There are very few true style rebels in golf history. Forrest Fezler was one of them. Not because he chased attention, but because he did something every golfer secretly wanted to do in June heat at a major championship. He ditched the pants.
This week, adidas is making sure nobody forgets it.

Ahead of the PGA Championship in Philadelphia, adidas announced a posthumous partnership with Fezler tied to the launch of the new Ultimate365+ Shorts. The move feels less like golf finally giving credit to one of the sport’s accidental style icons.
Back at the 1983 U.S. Open, Fezler walked into a portable restroom on the 72nd hole wearing slacks and came out in shorts. He finished the round that way, becoming the first player to officially compete in a Tour event wearing shorts. Golf fashion lore has been built on much flimsier moments than that.
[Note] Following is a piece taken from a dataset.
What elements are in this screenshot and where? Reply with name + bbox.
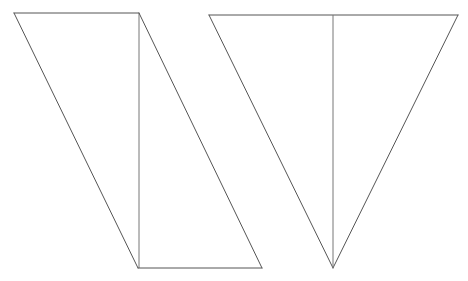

The funny part is how normal it feels now.
Walk any driving range during a practice round at a major, and you’ll see tailored shorts, pleated shorts, tech shorts, shorts with inseams so aggressive they belong at a South Beach pool club. Golf has spent the last decade loosening its collar, literally and culturally. Fezler helped crack that door open long before brands started calling everything “modern performance.”
Instead of turning the story into nostalgia bait, adidas is connecting it to where the game sits today. Their athletes will wear special Fezler patches during the week and, fittingly, they’ll lean into shorts during practice rounds whenever the weather cooperates. There’s also a commemorative statue of Fezler in downtown Philadelphia, wearing shorts, of course. Honestly, that detail matters. If you are immortalizing a golf legend known for freeing the knee, there is only one dress code.
The broader point is that style shifts in golf rarely happen through committee approval. Usually, it takes one person willing to look slightly out of place before everyone else catches up. Fezler probably was not thinking about “reshaping golf fashion” in that portable toilet. He was probably just hot and over it. Which somehow makes the moment even cooler.
And now, more than forty years later, golf apparel is built around the exact things Fezler accidentally championed: comfort, mobility, versatility, and looking sharp without feeling restricted. That’s the lane adidas continues pushing with the Ultimate365+ line. Performance matters, but so does ease.
The best style moments in golf always carry a little attitude. Fezler’s did too.